None of the other court houses bears any name.  They are identified as Law Courts or Provincial Court.  That is fitting since the courts should be above even the appearance of political interference,  patronage, and the like.  The law ought to be impartial. If you are going to honour someone,  then the court should bear the name of someone with the stature of Alex Hickman and it should be done after one has established a reputation. 

Having your buddy name a court after you four years after you bailed on the office and as the party crashes toward political defeat is every bit as tasteless as it looks.  It is par for the course though, since Williams and his hand-picked successors practiced an old-fashioned form of patronage-addled politics that we haven’t seen in this province since before the collapse of responsible government in 1934.  They have acted since the beginning as if the public business of the province and the offices they held were not positions they held in trust but as entitlements to be used as they saw fit.  The Conservatives since 2003 returned to an outdated practice of using any public position as the way to reward their political friends.

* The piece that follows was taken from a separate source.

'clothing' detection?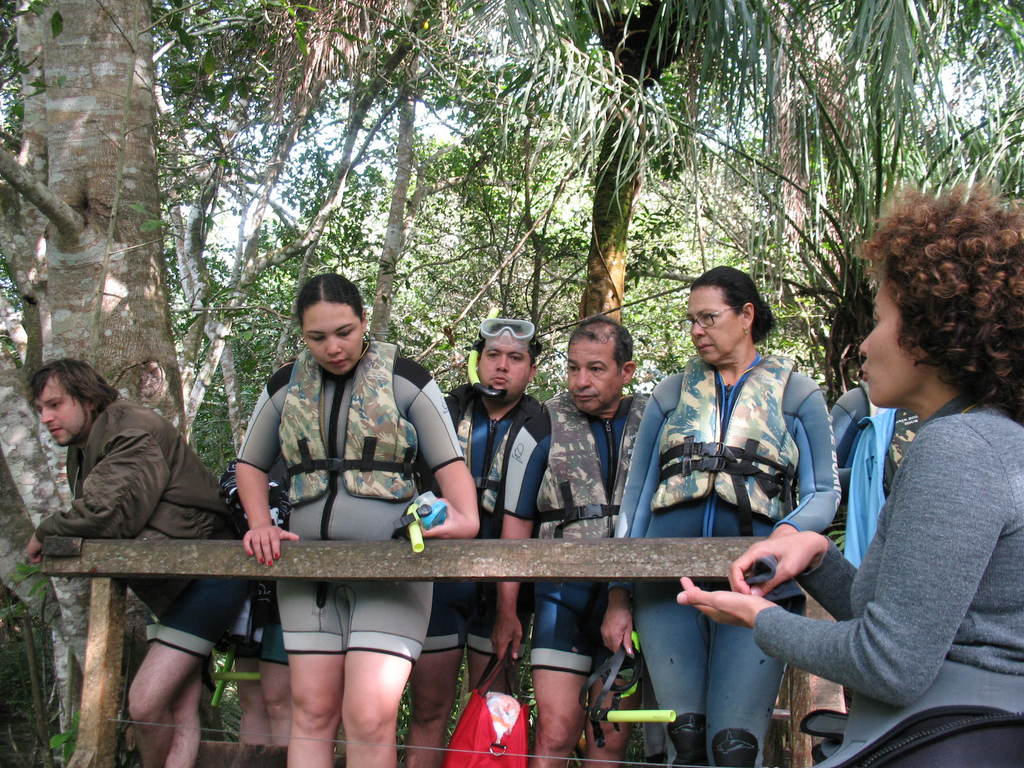
select_region(222, 572, 286, 658)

And then there is the way that Williams hand-picked his successor and could not keep out of things such that he tried to orchestrate who would replace his hand-picked successor when she finally frigged up too badly and quit.  From 2003 until the present, the Conservatives have acted as if they owned the place.  Rather than let others judge Williams place in history or run the risk that people would find dozens of people more deserving of such an honour,  Marshall did his old patron a nice favour.  Public masturbation is the way they have always rolled.

Naming a court house after Danny Williams is probably the least act of entitlement the Conservatives have done.

It sure fits.

And it may not be over yet.

But it sure fits.

After all, they haven’t announced the name for the dam and reservoir in Labrador yet.